The win was UF's fourth straight, with the previous three coming by at least 32 points, and put the Gators in a tie with the Wildcats for second place in the SEC standings, one game behind league-leading South Carolina.
But it meant much more than that, especially for a program in its second year under Coach
Mike White and in search of that signature victory for the postseason resume.
"I told our guys, 'Hey, beating Kentucky is great. They're one of the best teams in the country … but we are too,' " White said. "We were locked in, but I thought we were locked in for Missouri, too."
Oh, they were. That was two nights earlier and the Gators won by 39. They were locked in at Oklahoma before that. And at LSU before that. Over Florida's last four games — since that confounding home loss to Vanderbilt on Jan. 21 and the no-holds-barred team meeting that followed — the Gators have held their four opponents to a combined 34.7-percent shooting overall, 23.6 from the 3-point line and have a plus-68 rebounding edge.
"We've been a different team defensively these last four games, though it helps that shots are going in at the rate they're going in," White said. "But they made a commitment to going back and defending like they're capable of."
That was evident against Kentucky from the jump, with Hill's energy on both ends setting the tone. The Gators, who never trailed, scored the game's first five points and started inching their lead out in increments. It was seven after 10 minutes, then 13 after back-to-back 3-pointers from Robinson and backup guard
Eric Hester, but down to eight at halftime. UF went to the locker room having held UK to just 30 percent from the floor and the SEC's scoring leader, freshman guard Malik Monk, without a point, but lamenting blown opportunities from 12 turnovers.
"We turned it over a bunch, but we played hard on defense and made up for it," Robinson said.
Kentucky freshman point guard De'Aaron Fox (19 points), who missed Tuesday night's home win over Georgia with an illness, didn't let his team go away quietly. Though UF's
Justin Leon opened the second half with a 3-pointer to push the Gators up 11, Fox keyed a run of seven straight points that made it a four-point game and sent a sense of angst through the building.
Not through the Florida bench, though.
"We're an older team, we have some older guys," said Chiozza, one of six upperclassmen in a rotation that stared down UK's four fab freshmen starters. "We weren't going to panic."
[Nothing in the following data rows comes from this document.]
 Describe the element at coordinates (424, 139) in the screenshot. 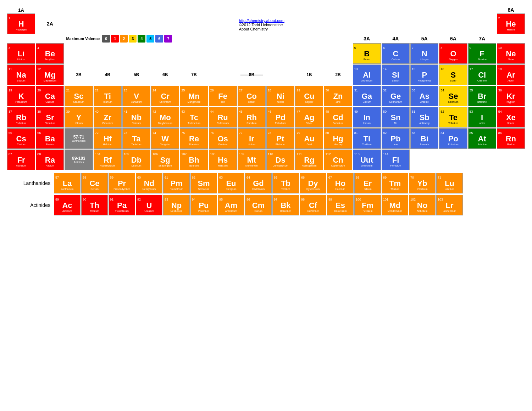

I see `element-Bi: 83BiBismuth` at that location.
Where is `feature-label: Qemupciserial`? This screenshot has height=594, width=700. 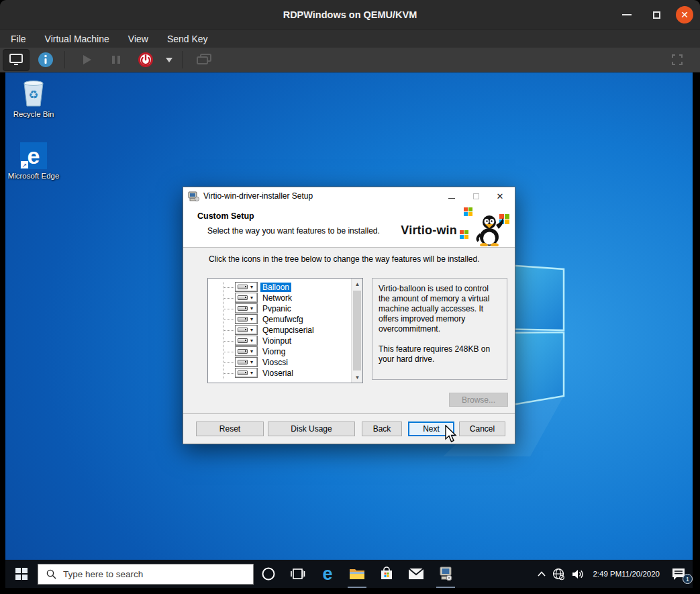
feature-label: Qemupciserial is located at coordinates (289, 330).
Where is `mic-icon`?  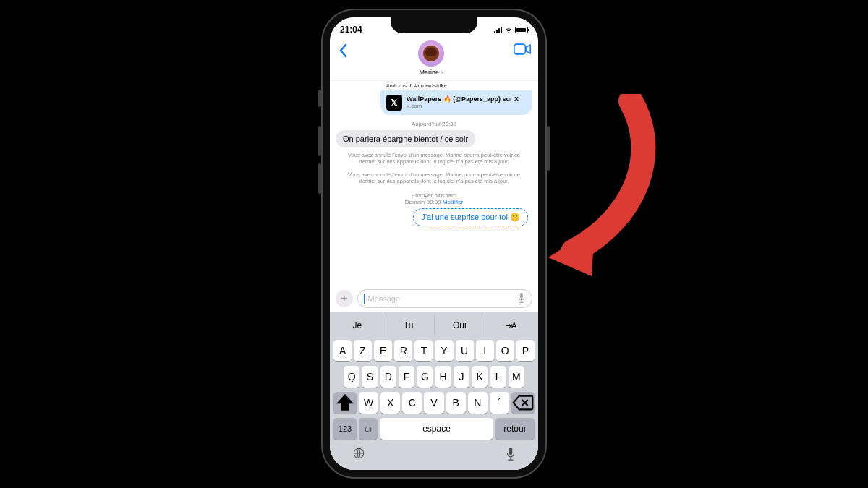
mic-icon is located at coordinates (511, 455).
Barry made a nice baseline spin move and banked in a layup. Then he hit a 3-pointer in transition to get the lead back to 11. Monk, who came in averaging 22.3 points per game, answered by hitting his first shot of the game — a 3-pointer — at the 16:15 mark. Held to just 11 points on 4-for-14 shooting, Monk hit another trey with 13 minutes left that cut the lead to seven.
Kasey Hill raises his arms in triumph as the final seconds tick away in Florida's 88-66 defeat of No. 8 Kentucky.
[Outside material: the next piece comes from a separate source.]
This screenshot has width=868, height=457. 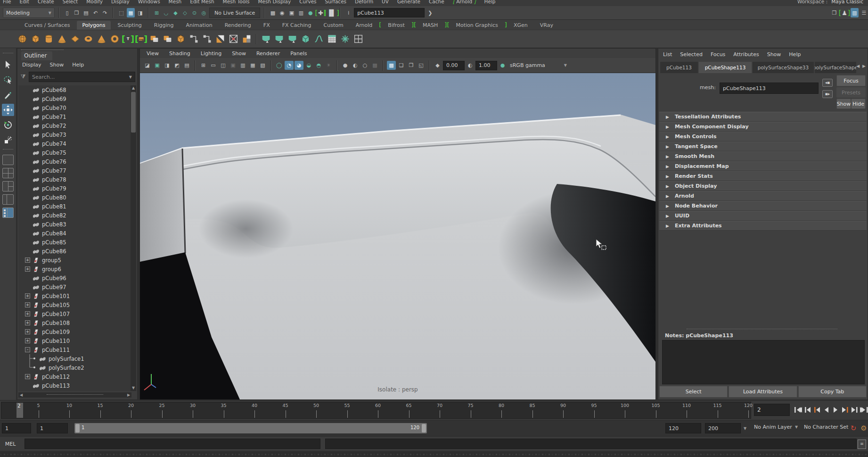 What do you see at coordinates (851, 81) in the screenshot?
I see `focus-button: Focus` at bounding box center [851, 81].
The score was 62-52 with 10 minutes left when Robinson head-faked Fox in the corner and dropped a 3, which started a run of 14 straight points and sent the O'Dome atmosphere to a fevered pitch. There was no chance, not on this night, of a Kentucky comeback.
"It was all heart. We felt like we wanted it more and felt like we had to go and take it," said Robinson, whose counterpart, Briscoe, had six points, three rebounds and four turnovers. "We had to prove something to these guys. They were chatting at the beginning about all our guys being soft. We had to prove we weren't. We went hard at them."
Very hard. As in the opposite of soft.
After the game, Hill was asked to comment on the significance of the night.
"It's big," he said. "But now we have a quick turn-around to get ready to go to Georgia."
The ol' routine, on-to-the-next-game quote after a statement-making defeat of the conference standard-bearer. That's not just hard, that's hardcore.